Originally published Spring 2004

The United States Department of Labor ("DOL") recently issued new regulations to the Fair Labor Standards Act ("FLSA") that alter the salary and duties tests used to determine who is eligible to receive overtime pay. These long awaited changes, currently scheduled to take effect on August 23, 2004, are a scaled back version of the original changes proposed by the DOL one year ago.

Under the new rules, the new minimum salary level for a white-collar worker to be classified as exempt is $455 per week or $23,660 per year. Accordingly, anyone earning less than the minimum salary level must be paid time and a half overtime wages under the FLSA. The amended regulations also establish a separate test for those earning $100,000 or more per year, by requiring such employees to customarily and regularly perform at least one exempt duty in order to be considered exempt from the overtime requirements.

The new overtime rules also created a new standard duties test to determine whether employees earning between $23,660 and $100,000 per year are entitled to overtime. This revised duties test replaces the long and short duties tests used under the existing rules scheme. Among other things, the new standard duties test imposes new requirements on the executive and administrative exemptions and offers more examples than its predecessor as to what jobs might qualify for an exemption.

Amendments to the docking rules and the so-called "window of correction" are also included in the amended regulations. According to the new rules, employers will now be able to dock the pay of exempt employees who violate certain company rules without facing the risk that those employees would lose their exempt status. The existing rules only permit employers to dock exempt employees in weekly intervals, while the new rules will now enable employers to suspend exempt employees a day’s pay or more for engaging in sexual harassment or violating safety procedures. Likewise, under the new rules, the so-called "window of correction" available to employers to correct improper deductions or payments has been expanded.

The new regulations have always been controversial and it is not expected that the controversy will end soon. Experts anticipate that Congress may yet still attempt to thwart their implementation and/or that the new rules will face numerous litigation challenges. In any event, the new rules have, at the very least, caused employers to revisit the important issue of determining who is eligible for overtime pay.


● **ASSIGNMENT**: Go through the data below and gather each line containing "chart".

● **INPUT FOR THIS TASK**:
┏━━

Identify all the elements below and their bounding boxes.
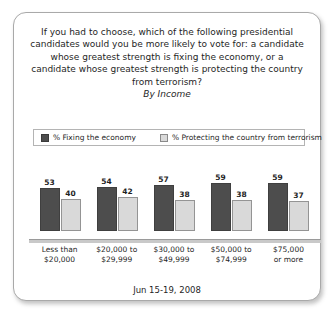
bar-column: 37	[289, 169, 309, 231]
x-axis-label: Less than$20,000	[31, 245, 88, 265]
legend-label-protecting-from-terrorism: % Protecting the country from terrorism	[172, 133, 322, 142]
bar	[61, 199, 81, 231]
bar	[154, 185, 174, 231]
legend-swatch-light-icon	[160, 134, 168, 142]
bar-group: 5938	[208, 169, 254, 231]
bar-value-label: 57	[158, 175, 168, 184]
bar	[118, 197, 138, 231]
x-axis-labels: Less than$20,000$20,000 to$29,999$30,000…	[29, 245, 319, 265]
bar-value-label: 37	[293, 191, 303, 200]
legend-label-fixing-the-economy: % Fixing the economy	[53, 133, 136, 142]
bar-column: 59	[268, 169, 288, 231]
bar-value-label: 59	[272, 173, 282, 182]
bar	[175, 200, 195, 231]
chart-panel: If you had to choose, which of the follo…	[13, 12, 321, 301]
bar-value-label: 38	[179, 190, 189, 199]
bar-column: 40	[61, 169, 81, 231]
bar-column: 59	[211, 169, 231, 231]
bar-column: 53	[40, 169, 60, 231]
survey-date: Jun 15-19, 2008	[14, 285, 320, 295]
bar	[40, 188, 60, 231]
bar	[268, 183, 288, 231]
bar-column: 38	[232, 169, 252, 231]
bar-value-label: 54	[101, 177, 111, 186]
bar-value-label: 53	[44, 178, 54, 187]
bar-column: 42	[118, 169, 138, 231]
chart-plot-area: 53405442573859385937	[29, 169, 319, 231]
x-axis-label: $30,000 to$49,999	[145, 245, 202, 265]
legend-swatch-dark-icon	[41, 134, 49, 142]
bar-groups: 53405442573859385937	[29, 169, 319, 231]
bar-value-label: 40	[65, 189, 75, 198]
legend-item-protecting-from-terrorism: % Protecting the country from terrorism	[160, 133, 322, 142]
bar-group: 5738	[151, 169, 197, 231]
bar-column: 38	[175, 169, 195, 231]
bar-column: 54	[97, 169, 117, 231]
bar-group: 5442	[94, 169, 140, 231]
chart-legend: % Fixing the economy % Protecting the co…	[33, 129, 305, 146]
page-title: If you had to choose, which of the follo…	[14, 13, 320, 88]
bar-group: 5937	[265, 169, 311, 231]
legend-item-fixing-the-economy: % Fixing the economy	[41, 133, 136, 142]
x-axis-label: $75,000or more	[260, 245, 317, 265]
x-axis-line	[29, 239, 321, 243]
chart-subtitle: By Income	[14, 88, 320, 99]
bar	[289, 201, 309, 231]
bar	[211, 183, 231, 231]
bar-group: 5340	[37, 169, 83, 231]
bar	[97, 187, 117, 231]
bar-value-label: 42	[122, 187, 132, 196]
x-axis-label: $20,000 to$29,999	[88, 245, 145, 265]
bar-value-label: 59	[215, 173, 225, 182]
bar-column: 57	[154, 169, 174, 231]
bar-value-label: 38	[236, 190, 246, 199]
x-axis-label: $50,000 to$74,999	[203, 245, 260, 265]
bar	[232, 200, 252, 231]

┗━━
┏━━

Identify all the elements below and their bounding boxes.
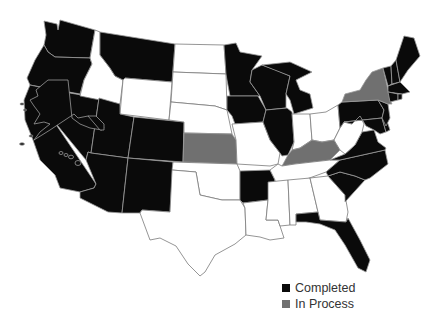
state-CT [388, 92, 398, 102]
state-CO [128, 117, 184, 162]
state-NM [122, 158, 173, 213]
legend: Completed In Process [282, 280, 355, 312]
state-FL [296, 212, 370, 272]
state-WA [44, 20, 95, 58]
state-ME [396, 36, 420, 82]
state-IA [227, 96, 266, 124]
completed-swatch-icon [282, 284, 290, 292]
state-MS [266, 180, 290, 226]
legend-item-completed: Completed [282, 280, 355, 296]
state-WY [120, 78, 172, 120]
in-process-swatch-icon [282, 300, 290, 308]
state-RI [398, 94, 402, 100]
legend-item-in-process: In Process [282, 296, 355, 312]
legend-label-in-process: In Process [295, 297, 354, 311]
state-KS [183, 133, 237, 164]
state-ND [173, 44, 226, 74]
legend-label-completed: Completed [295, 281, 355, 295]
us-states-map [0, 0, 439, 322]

┗━━

● **ANSWER TO THE EXERCISE**:
chart-panel: If you had to choose, which of the follo…	[13, 12, 321, 301]
chart-plot-area: 53405442573859385937	[29, 169, 319, 231]
chart-legend: % Fixing the economy % Protecting the co…	[33, 129, 305, 146]
chart-subtitle: By Income	[14, 88, 320, 99]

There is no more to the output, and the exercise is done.